There were trains, but none of them were moving. Dim starlight gleamed off a distant fence. A faint breeze raised whispers in the overhead wires, and the station buildings formed indistinct black silhouettes on the far side of the tracks. “Headset, new capture map. Bookmark current.” She squatted, then hit the release on her backpack.

A hefty Peli case thudded to the ground behind her. She turned, squatted, and flipped it open. Dim LEDs began to blink as the data logger began to ping the scattered surveillance devices she’d planted before the weekend. Now she opened the flap covering the other half of the case. Four gunmetal bird-shapes nestled within like legless, beakless pigeons with synthetic sapphire eyes: Raytheon birds that laid Rockwell eggs. She lifted them one at a time, unplugged their charge cables, and ran through the checklist on her head-up display, then stood back as they spread their carbon-fiber wings and lofted into the night.

Once the micro-UAVs had flown, Rita did another 360 turn.
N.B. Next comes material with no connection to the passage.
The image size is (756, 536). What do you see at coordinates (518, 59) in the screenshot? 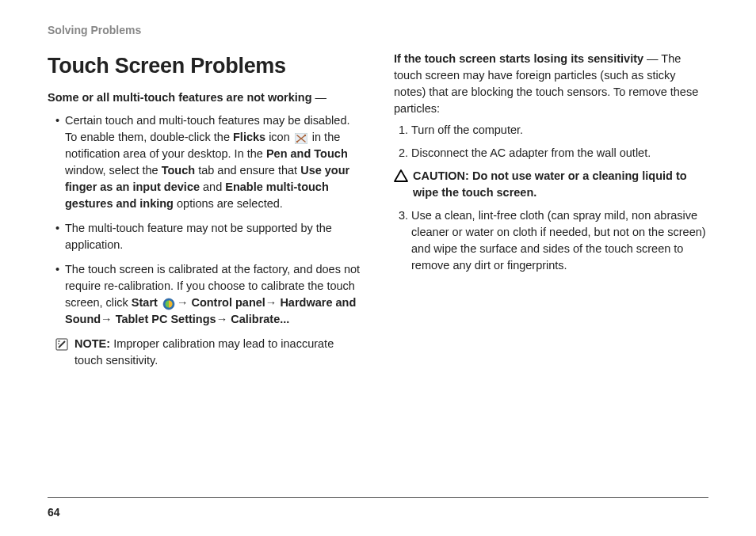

There was nobody in sight: it was as quiet as a graveyard. She flipped the Peli case closed, then armed the dead man’s switch. If all went to plan, she’d pick it up on her return journey. If not, it had a world-walking ARMBAND unit of its own and would jaunt home in two hours. “Set timer to one hour forty-five.”

She didn’t like to think about what they would do if the base station went home without her. She’d tried to ask Colonel Smith, but he’d flatly changed the subject, not even bothering to evade. “You know better than to ask questions like that.” He’d looked pained, as if she’d turned up to a test without studying for it.

She’d swallowed. “You know I’ll come home on schedule unless, unless for some reason I can’t. Aren’t you supposed to offer me a cyanide capsule or something? In case I’m captured and tortured?”

“You won’t be,” he said, with calm reassurance that in retrospect gave her the cold shivers. “We’re monitoring you via the telemetry return module. And your wearable diagnostics”—the harness of electrodes taped to her skin, under her clothes. “If you glimpse someone, you jaunt home. If you fall and break a leg, you jaunt home. If someone shoots at you, you jaunt home. If the locals capture you—and they won’t if you’ve done the other things right—you jaunt home. Your only excuse for not jaunting home is that you’re dead, in which case the JAUNT BLUE program is suspended. The question of what happens after that is one for the National Security Council. It’s not my job or yours to second-guess them.”